Pyrocene – It’s a word composed of two parts: 1) the prefix pyro- for “fire,” and 2) the suffix -cene, which follows the naming pattern of previous epochs like the Miocene. Pyrocene was coined by fire historian Stephen J. Pyne in 2015.
Pyne is a professor emeritus at Arizona State University and former wildland firefighter with more than 30 books to his name. Interestingly, in most of his books he writes, “make fire a protagonist,” according to Bloomberg CityLab.
In his own words, Pyne explains the word, pyrocene: “I coined the term Pyrocene as a catchphrase in a 2015 essay titled “Fire Age” published in Aeon. Since then I’ve started using it regularly, and in 2019 began to propose it as an informing principle (in a literary sense) by which to understand the world our pact with fire has made. I have long regarded all of the Holocene as an Anthropocene. From a fire perspective I now regard the Anthropocene as a Pyrocene.
Humans and fire
Humans are said to have harnessed the power of fire over one million years ago. Since that time, we have used it in forging weapons, cooking, religious rituals, and clearing forests and land.
As we evolved from being hunter-gathers, we developed slash-and-burn techniques to clear land quickly and easily. This transition enabled us to build towns and cities, furthering our culture. And through all this time period, as we became “civilized,” we learned to control fire, or so we thought.
After dealing with massive wildfires in the late 19th and early 20th centuries, the waning decades of the Little Ice Age, a period of time came where state-sponsored conservation and the need to eliminate open flames took center stage. And literally, it worked. No open flames or brush clearing using fire was allowed.
Without the presence of a flame, the population of fires fell to the point where fire could no longer do the ecological work required.
This period of time coincides with the start of the Industrial Revolution and our impact and coming dependence on fossil fuels. As Pyne so aptly puts it, “The Industrial Age marked major escalation in humanity’s pyromania, setting off several chain reactions that now cannot be easily extinguished, including the rising global temperatures that have set the world ablaze.”
Think about this – We are the only animal that knows how to manipulate fire. No other animal does this. Our relationship with fire and being able to conquer it took us to the top of the food chain, and now threatens to unhinge the planet.
And we can now talk about climate change and its impact on wildfires, but climate change is not enough by itself to account for the plague of mega-fires in California, Australia, Siberia, Canada and Europe. Once we started burning fossil fuels, we set off what Pyne calls a “pyric transition,” or the start of the Industrial Age.
Welcome to the Pyrocene
We are actually living in the Holocene Epoch. It began approximately 11,650 years before the present, after the last glacial period, which concluded with the Holocene glacial retreat. The Holocene and the preceding Pleistocene together form the Quaternary period.
It is believed that this geological period we are in now is also an interglacial period, or period of intense warming before the start of another Ice Age. But Pyne believes we humans may have broken Earth’s cycle and the natural order of things. Before humans learned to harness fire – the planet was running along like a well-tuned engine.
Many scientists refer to this present age as the Anthropocene, a proposed geological epoch dating from the commencement of significant human impact on Earth’s geology and ecosystems, including anthropogenic climate change. There are quite a number of starting that have been proposed, like the beginning of the Agricultural Revolution 12,000–15,000 years ago, to as recent as the 1960s.
Conversations involving the term pyrocene really took off after 2019’s California wildfires and the burning of huge swaths of Australia and Siberia. Now we have massive wildfires burning up California again this year, as well as a number of other western states.
The term, pyrocene is becoming more apt for the age we are now preparing to deal with, an age where fire is the main factor in our lives. All the impacts, direct and indirect will effect us and how life goes on.
From areas burning to damaged watersheds and airsheds, the unraveling of biotas, the pervasive power of climate change, rising sea levels, the extinction of many species of plants and animals, the disruption of human life and habitats – you have a Pyrocene. The contours of such an epoch are already becoming visible through the smoke, says Pyne.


» **Directions**
Repeat the listing exactly. The images do not belong in the copy.

-------- Material supplied --------

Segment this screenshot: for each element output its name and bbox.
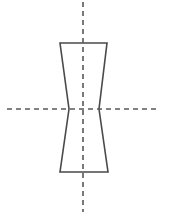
drawing-canvas xyxy=(0,0,170,220)
technical-drawing-svg xyxy=(0,0,170,220)
hourglass-outline-path xyxy=(60,43,108,172)
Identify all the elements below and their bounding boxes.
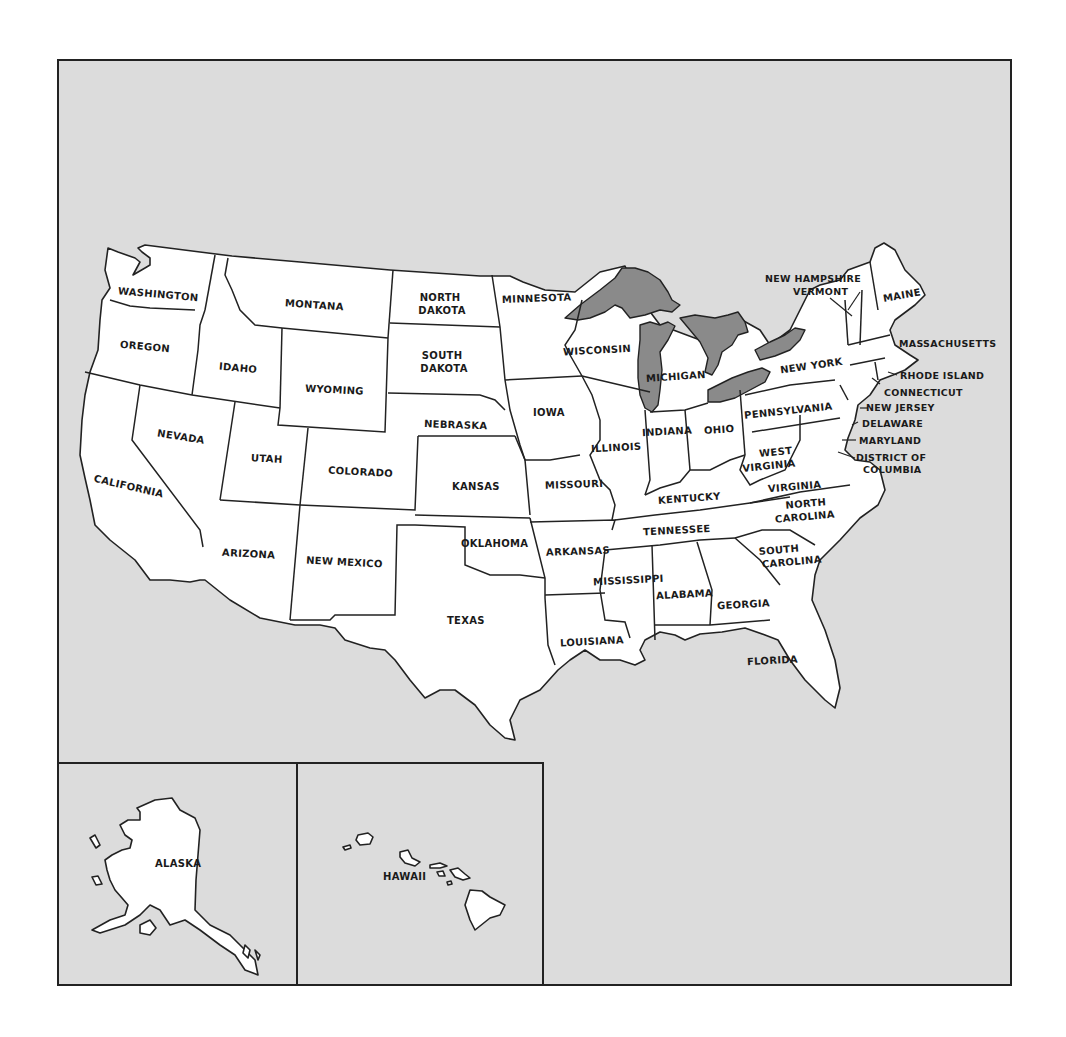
label-iowa: IOWA: [533, 407, 565, 418]
label-oklahoma: OKLAHOMA: [461, 538, 528, 549]
label-south-dakota-line1: SOUTH: [422, 350, 463, 361]
label-alaska: ALASKA: [155, 858, 201, 869]
label-rhode-island: RHODE ISLAND: [900, 370, 984, 381]
label-texas: TEXAS: [447, 615, 485, 626]
label-utah: UTAH: [251, 452, 283, 465]
label-new-jersey: NEW JERSEY: [866, 402, 935, 413]
us-states-map: WASHINGTON OREGON CALIFORNIA IDAHO NEVAD…: [0, 0, 1066, 1037]
label-massachusetts: MASSACHUSETTS: [899, 338, 996, 349]
label-kansas: KANSAS: [452, 481, 500, 492]
inset-hawaii: HAWAII: [297, 763, 543, 985]
label-nebraska: NEBRASKA: [424, 418, 488, 431]
hawaii-lanai: [437, 871, 445, 876]
label-missouri: MISSOURI: [545, 478, 603, 491]
label-north-dakota-line2: DAKOTA: [418, 305, 465, 316]
inset-alaska: ALASKA: [58, 763, 297, 985]
hawaii-kauai: [356, 833, 373, 845]
label-new-hampshire: NEW HAMPSHIRE: [765, 273, 861, 284]
label-dc-line2: COLUMBIA: [863, 464, 922, 475]
label-south-dakota-line2: DAKOTA: [420, 363, 467, 374]
label-hawaii: HAWAII: [383, 871, 426, 882]
label-north-dakota-line1: NORTH: [420, 292, 461, 303]
label-maryland: MARYLAND: [859, 435, 921, 446]
label-connecticut: CONNECTICUT: [884, 387, 963, 398]
label-vermont: VERMONT: [793, 286, 848, 297]
label-delaware: DELAWARE: [862, 418, 923, 429]
label-arkansas: ARKANSAS: [546, 545, 610, 558]
label-ohio: OHIO: [704, 423, 735, 436]
hawaii-kahoolawe: [447, 881, 452, 885]
label-district-of-columbia: DISTRICT OF COLUMBIA: [856, 452, 930, 475]
label-dc-line1: DISTRICT OF: [856, 452, 926, 463]
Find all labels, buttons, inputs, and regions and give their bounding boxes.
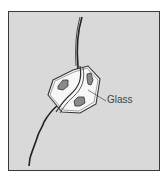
glass-label: Glass [107, 95, 133, 105]
glass-bead-diagram [0, 0, 165, 175]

--------

» **Solution to this problem**
Segment this screenshot: for each element output its name and bbox.
drawing-canvas xyxy=(0,0,170,220)
technical-drawing-svg xyxy=(0,0,170,220)
hourglass-outline-path xyxy=(60,43,108,172)
Identify all the elements below and their bounding boxes.
label-iowa: IOWA: [533, 407, 565, 418]
label-oklahoma: OKLAHOMA: [461, 538, 528, 549]
label-south-dakota-line1: SOUTH: [422, 350, 463, 361]
label-alaska: ALASKA: [155, 858, 201, 869]
label-rhode-island: RHODE ISLAND: [900, 370, 984, 381]
label-texas: TEXAS: [447, 615, 485, 626]
label-utah: UTAH: [251, 452, 283, 465]
label-new-jersey: NEW JERSEY: [866, 402, 935, 413]
us-states-map: WASHINGTON OREGON CALIFORNIA IDAHO NEVAD…: [0, 0, 1066, 1037]
label-massachusetts: MASSACHUSETTS: [899, 338, 996, 349]
label-kansas: KANSAS: [452, 481, 500, 492]
inset-hawaii: HAWAII: [297, 763, 543, 985]
label-nebraska: NEBRASKA: [424, 418, 488, 431]
hawaii-lanai: [437, 871, 445, 876]
label-missouri: MISSOURI: [545, 478, 603, 491]
label-north-dakota-line2: DAKOTA: [418, 305, 465, 316]
inset-alaska: ALASKA: [58, 763, 297, 985]
hawaii-kauai: [356, 833, 373, 845]
label-new-hampshire: NEW HAMPSHIRE: [765, 273, 861, 284]
label-dc-line2: COLUMBIA: [863, 464, 922, 475]
label-south-dakota-line2: DAKOTA: [420, 363, 467, 374]
label-hawaii: HAWAII: [383, 871, 426, 882]
label-north-dakota-line1: NORTH: [420, 292, 461, 303]
label-maryland: MARYLAND: [859, 435, 921, 446]
label-connecticut: CONNECTICUT: [884, 387, 963, 398]
label-vermont: VERMONT: [793, 286, 848, 297]
label-delaware: DELAWARE: [862, 418, 923, 429]
label-arkansas: ARKANSAS: [546, 545, 610, 558]
label-ohio: OHIO: [704, 423, 735, 436]
hawaii-kahoolawe: [447, 881, 452, 885]
label-district-of-columbia: DISTRICT OF COLUMBIA: [856, 452, 930, 475]
label-dc-line1: DISTRICT OF: [856, 452, 926, 463]
Find all labels, buttons, inputs, and regions and give their bounding boxes.
glass-label: Glass [107, 95, 133, 105]
glass-bead-diagram [0, 0, 165, 175]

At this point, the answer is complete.